Leveraging the Agility of DevOps Processes to Secure Hybrid Clouds
You’re using an array of platform- and infrastructure-as-a-service (IaaS) cloud services to build and deliver new applications and services into today’s hotly competitive market. And it’s your CI/CD pipeline that enables the speed you need to succeed – but your cybersecurity regime must keep pace.

Addressing Security Challenges in Hybrid Cloud Environments
How can you secure your apps and services without compromising your schedule? ( It’s all in the automation.) Enterprises are using hybrid cloud technologies to enrich the user experience and power their digital transformation. But running applications in public clouds while managing the application data in private clouds makes for a unique set of security requirements.

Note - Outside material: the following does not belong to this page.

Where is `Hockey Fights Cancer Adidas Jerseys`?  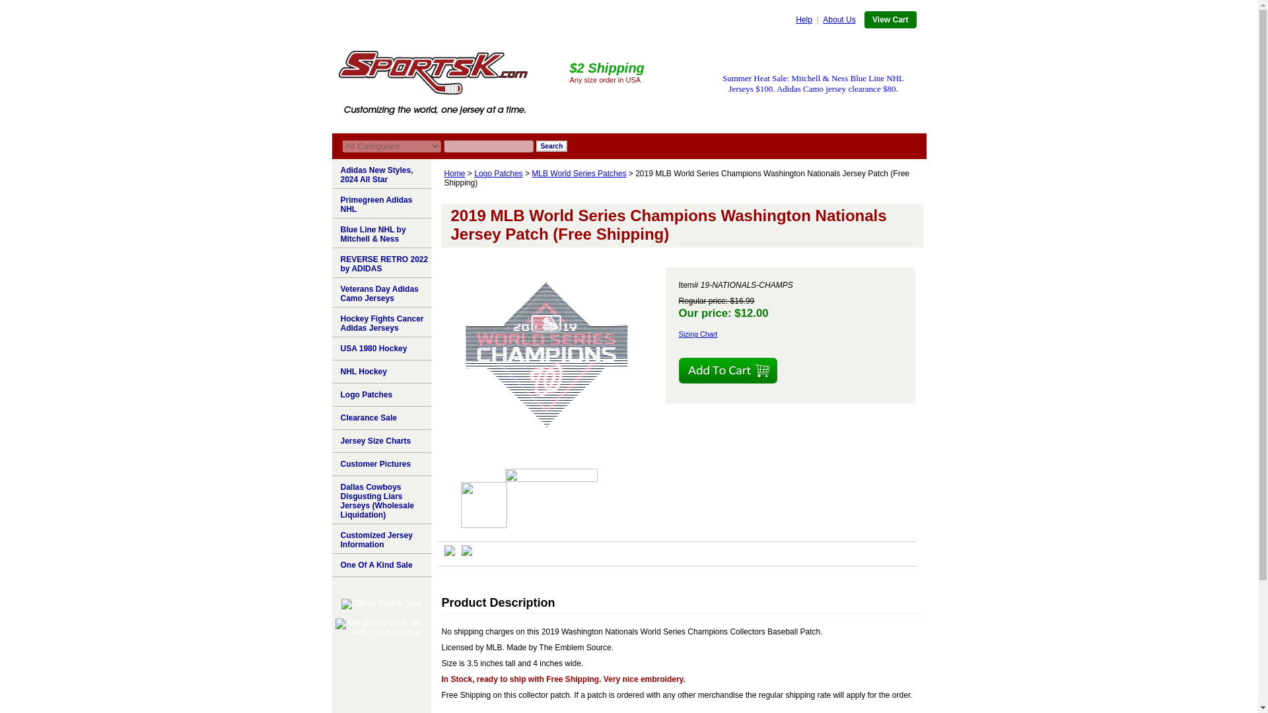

Six Steps to Comprehensive Container Security
An application or service that you develop once to run in multiple clouds has a clear advantage over one that is bound to a single OS or runtime environment. Container technology makes it possible, but container security vulnerabilities are beginning to surface. We describe 6 steps you can take to ensure that container security doesn’t become a DevOps roadblock.

The Incredible Growth of Amazon RDS
In a new report, Stack Overflow, the leading online community for developers, analyzed its own user data to create this report.

The Business Value of Amazon Redshift Report
IDC conducted a study on behalf of Amazon Web Services (AWS) to determine what sorts of experiences its customers were having with Amazon Redshift, AWS’ data warehousing service, and quantify their benefits. IDC interviewed eight organizations using Amazon Redshift to explore its impact on their data warehousing, IT, and business operations.

Modern Data Warehousing on AWS
With ever growing data, organizations can gain valuable insights from analytics. However, to cost effectively capture and analyze data, they must first modernize legacy on-premises data warehouses, which are often costly and slow to scale. This makes it difficult to ingest, process, and analyze data quickly enough to gain time-sensitive insights.

Amazon Redshift API Reference Guide
provisioning capacity, monitoring and backing up the cluster, and applying patches and upgrades to the Amazon Redshift engine. You can focus on using your data to acquire new insights for your business and customers.

Getting Started with Amazon Redshift
Amazon Redshift is a fully managed, petabytescale data warehouse service in the cloud. An Amazon Redshift data warehouse is a collection of computing resources called nodes, which are organized into a group called a cluster. Each cluster runs an Amazon Redshift engine and contains one or more databases.